When the arteries delivering oxygen to our vital organs are obstructed by atherosclerosis or clots, the result is almost always a stroke, heart attack or damage to a peripheral tissue such as the legs (peripheral artery disease). But the severity of tissue injury or destruction from a choked-off blood supply varies from person to person, and may depend in large part on whose circulatory system has the best back-up plan to provide alternate routes of circulation.
This "back-up system" - called the collateral circulation - involves a small number of tiny specialized blood vessels, called collaterals, that can enlarge their diameters enough to carry significant flow and thus bypass a blockage.
Researchers at the University of North Carolina at Chapel Hill School of Medicine have now discovered that the abundance of these vessels in a healthy individual and their growth or remodeling into "natural bypass vessels" depends on how much of a key signaling molecule -- called nitric oxide -- is present.
The study, conducted in animal models, suggests that nitric oxide not only is critical in maintaining the number of collateral vessels while individuals are healthy. It also is key in the amount of collateral vessel remodeling that occurs when obstructive disease strikes.
The research findings recently appeared online in the journal Circulation Research and will be published in the print edition on June 25th. They could one day enable researchers to predict people's risk for catastrophic stroke, myocardial infarction, or peripheral artery disease. Such knowledge could inform individuals with poor collateral capacity to adopt a lifestyle that can help reduce their chances of getting diseases that could further lower their number of collateral vessels.
"If you've got a good number of these natural bypass vessels, you have something of an 'insurance policy' that favors you suffering less severe consequences if you get atherosclerosis or thrombotic disease" said senior study author James E. Faber, Ph.D., professor of cell and molecular physiology at UNC.
"And if you were born with very few, the last thing you would want to do is subject yourself to environmental factors that might further cut down the number of these vessels." Faber also is a member of the McAllister Heart Institute at UNC. Earlier this year, his team reported that these vessels form early in life and that genetic background has a major impact on how many you end up with.
The factors that put people at risk for developing stroke, heart attack, or peripheral artery disease include the usual suspects -- smoking, diabetes, hypertension, high cholesterol, family history, age. But until recently, researchers didn't know what linked those risk factors together, when it comes to insufficiency of the collateral circulation.
Faber says studies have shown that all of these factors cause the endothelial cells that line our blood vessels to produce less nitric oxide, a "wonder molecule" that protects our vasculature from disease. Now, he says, his group's findings indicate that this molecule is also a critical factor maintaining the health of the collateral circulation.
So Faber and lead study author Xuming Dai, M.D., Ph.D., of UNC's departments of medicine and physiology, wondered whether collateral vessels would be lost if the levels of nitric oxide were suppressed. They counted the number of these vessels in the brains of mice genetically engineered to lack the enzyme - called eNOS -- that makes most of the nitric oxide in blood vessel walls.
The researchers found that from the ages of three months to six months (equivalent to about twenty-one to forty-five years of age in humans) there was a 25 percent reduction in the number of collateral vessels in the mutant mice as compared to normal ones. They also saw the same percentage decrease in collateral vessels supplying the legs, where they were trying to model peripheral artery disease.
Next, the investigators wanted to know if a lack of nitric oxide would affect the way that existing collaterals respond to an obstruction in a main artery.
By blocking an artery in the legs of these genetically engineered mice, Faber and Dai were able to reroute circulation through the collateral vessels. Over a period of 2-3 weeks, the flow of detoured blood usually causes the little collaterals to enlarge their diameters by 3 to 4 fold through a process called collateral remodeling. But the researchers found that such remodeling was impaired in the mutant mice that produced less nitric oxide when compared to their normal counterparts.
In the first such experiment of its kind, Dai then succeeded in surgically removing these tiny collaterals from the mice and scanned their entire genomes for differences between the mutant and normal rodents that might explain this variation in remodeling.
"The only category of genes that was dramatically different between the two was the cell cycle control genes, genes that are involved in the proliferation of cells in the vascular wall-a process that's required for collaterals to remodel," said Dai, a clinical cardiology fellow receiving basic science training in Faber's laboratory. "This is an important function of eNOS that had not been discovered before."
Faber says that possessing a variant form of the eNOS gene that results in loss of collaterals may be one more item on the list of risk factors for cardiovascular disease. There is already evidence that healthy people may vary up to ten-fold in the abundance of their collateral circulation, so the trick may be figuring out a way to upgrade that back-up plan for those who are lacking.
"If we can figure out how these unique vessels are made and maintained in healthy tissues, we hope we can then uncover how to induce them to be made with treatments in patients who don't have enough," Faber said.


*Task instructions*. The output should contain the listing word for word and no pictures.

*Records for processing*.

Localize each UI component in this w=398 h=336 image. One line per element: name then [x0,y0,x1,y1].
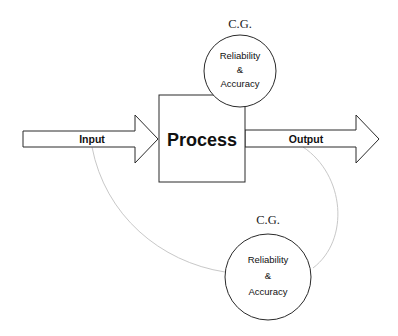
process-diagram: Input Output Process C.G. Reliability & … [0,0,398,336]
bottom-cg-line-3: Accuracy [248,286,287,297]
output-arrow: Output [245,115,379,163]
top-cg-tag: C.G. [228,17,252,31]
output-label: Output [289,133,324,145]
input-arrow: Input [23,115,158,163]
process-box: Process [159,95,245,182]
top-cg-line-1: Reliability [220,50,261,61]
bottom-cg-line-2: & [265,270,272,281]
process-label: Process [167,130,237,150]
top-cg-line-2: & [237,64,244,75]
top-cg-line-3: Accuracy [220,78,259,89]
bottom-cg-line-1: Reliability [248,254,289,265]
input-label: Input [79,133,105,145]
bottom-control-gate: C.G. Reliability & Accuracy [225,213,311,320]
bottom-cg-tag: C.G. [256,213,280,227]
output-feedback-connector [303,147,338,268]
top-control-gate: C.G. Reliability & Accuracy [204,17,276,107]
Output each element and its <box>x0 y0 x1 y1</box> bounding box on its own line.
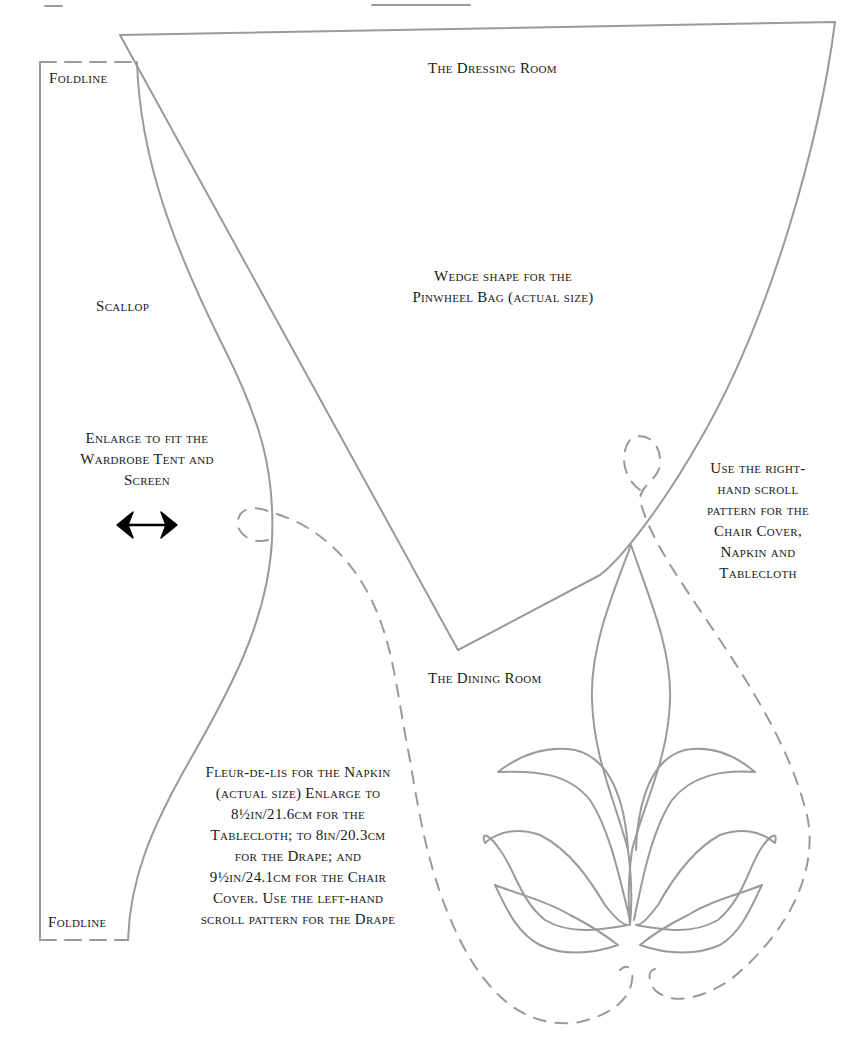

*Exercise answer*.
Localize each UI component in this w=398 h=336 image. One line per element: name then [x0,y0,x1,y1].
process-diagram: Input Output Process C.G. Reliability & … [0,0,398,336]
bottom-cg-line-3: Accuracy [248,286,287,297]
output-arrow: Output [245,115,379,163]
top-cg-tag: C.G. [228,17,252,31]
output-label: Output [289,133,324,145]
input-arrow: Input [23,115,158,163]
process-box: Process [159,95,245,182]
top-cg-line-1: Reliability [220,50,261,61]
bottom-cg-line-2: & [265,270,272,281]
process-label: Process [167,130,237,150]
top-cg-line-2: & [237,64,244,75]
top-cg-line-3: Accuracy [220,78,259,89]
bottom-cg-line-1: Reliability [248,254,289,265]
input-label: Input [79,133,105,145]
bottom-control-gate: C.G. Reliability & Accuracy [225,213,311,320]
bottom-cg-tag: C.G. [256,213,280,227]
output-feedback-connector [303,147,338,268]
top-control-gate: C.G. Reliability & Accuracy [204,17,276,107]
Output each element and its <box>x0 y0 x1 y1</box> bounding box on its own line.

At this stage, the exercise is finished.